Israel illegally transfers rare archaeological artifacts from East Jerusalem into a new Israeli museum. Where is the international community?


by Sergio Yahni

The construction of Israel’s National Archaeology Campus (NAC), designed by architects Moshe Safdie and Irit Kohavi, has slowly but steadily progressed since 2012.

NAC will sit next to the Israel Museum and Bible Lands Museum in central West Jerusalem, on what Israelis call “Museum Hill.” The $104 million building spans 35,000 square meters and stands nine floors tall. Inside will be the offices of Israel Antiquities Authorities, storage for two million artifacts, laboratories, a library, as well as exhibition spaces.

Israeli authorities first started planning the new museum after the Oslo Accords were signed in 1993. It was envisioned as a way to transfer archaeological collections from the Rockefeller Archaeological Museum (RAM) in East Jerusalem to West Jerusalem, where NAC will be based.

It appears that this transfer process is picking up speed: Hava Katz, PhD in archaeology and chief curator of the exhibition, told the Israeli newspaper Haaretz that a Byzantine mosaic from Beit She’an Chapel was “brought” from RAM’s cellars and now is being installed onto the roof of NAC’s entry plaza.

No news yet has surfaced, however, on the status of the 100,000 rare books – some dating back to the 16th and 17th centuries – that Israel has also pledged to take from RAM and resettle in NAC.

The international community is apparently unaware of this impending, massive confiscation of artifacts belonging to a population living under military occupation – a clear violation of international law.

An Israeli organization, Emek Shaveh, tried to challenge the project as illegal in the Israeli High Court, but its petition was rejected. The court ruled that the Israel Antiquities Authority (IAA) has the right to move around Palestinian archaeological artifacts essentially as it wishes.

Inside the Rockefeller Museum in East Jerusalem. The building was constructed by Austen Harrison to foster a national archaeological heritage. Photo credit: Wikipedia)

Inside the Rockefeller Museum in East Jerusalem. (Photo credit: Wikipedia)

RAM, the contents of which NAC is appropriating, was established during the British Mandate of Palestine. The British Empire viewed the museum as a part of its efforts to preserve archaeological findings in the countries it colonized for eventual nation-building projects (though, of course, only after Britain illegally “exported” most of such artifacts into its own institutions.)

RAM was named in 1925 when John D. Rockefeller Jr. donated two million dollars to it. The museum contains a huge collection of archaeological artifacts unearthed in excavations carried out in Palestine between 1920 and 1967, as well as a library containing thousands of rare books.

When Jordan assumed occupying authority over East Jerusalem in 1949, RAM was put under Jordanian control. It then shifted Israeli control when Israel occupied the area in 1967. In 1988, Jordanian-Israeli cease-fire agreements defined RAM and its contents as part of the cultural heritage of the Palestinian people as well as their future state. Consequently, though Israel has even long housed the IAA in RAM, the museum is protected by international conventions, including but not limited to the Geneva Conventions, The Hague Convention for the Protection of Cultural Property in the Event of Armed Conflict, the Convention on the Means of Prohibiting and Preventing the Illicit Import, Export and Transfer of Ownership of Cultural Property. All of these conventions forbid occupying powers from looting archaeological artifacts that belong to an occupied people or transferring them out of occupied territory.

Considering Israel’s many other illegal attempts to confiscate, destroy, or simply grossly neglect Palestinians’ historic cultural legacy, NAC’s function as an repository for stolen cultural treasures is unsurprising. Under these circumstances, UNESCO must recognize the urgent need to carry out a reactive monitoring mission beyond the Old City of Jerusalem and its walls. Otherwise, Israel’s already ruinous policy towards Palestinian antiquities, history, and culture will be increasingly manipulated or destroyed, at the same time as memories fade.

Sergio Yahni is a veteran activist in anti-Zionist movements and the Media Director of alternativenews.org.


→ WHAT YOU WILL DO
Set down each entry exactly as given; pictures should not appear in the copy.

→ AVAILABLE DATA
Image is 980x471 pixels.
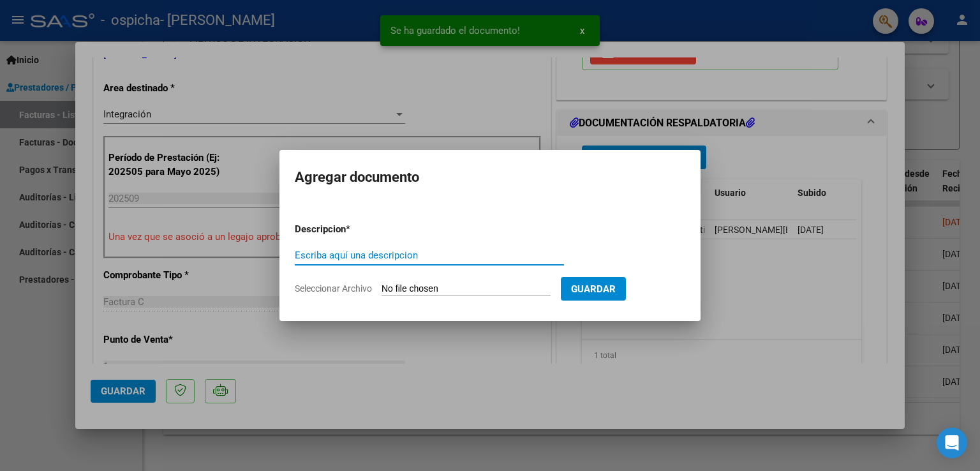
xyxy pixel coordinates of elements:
[937,428,968,458] div: Open Intercom Messenger
[295,166,686,190] h2: Agregar documento
[295,283,372,294] span: Seleccionar Archivo
[295,222,413,237] p: Descripcion
[562,277,626,301] button: Guardar
[571,283,616,295] span: Guardar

→ EXERCISE OUTPUT
Image is 980x471 pixels.
xyxy pixel coordinates of elements:
[937,428,968,458] div: Open Intercom Messenger
[295,166,686,190] h2: Agregar documento
[295,283,372,294] span: Seleccionar Archivo
[295,222,413,237] p: Descripcion
[562,277,626,301] button: Guardar
[571,283,616,295] span: Guardar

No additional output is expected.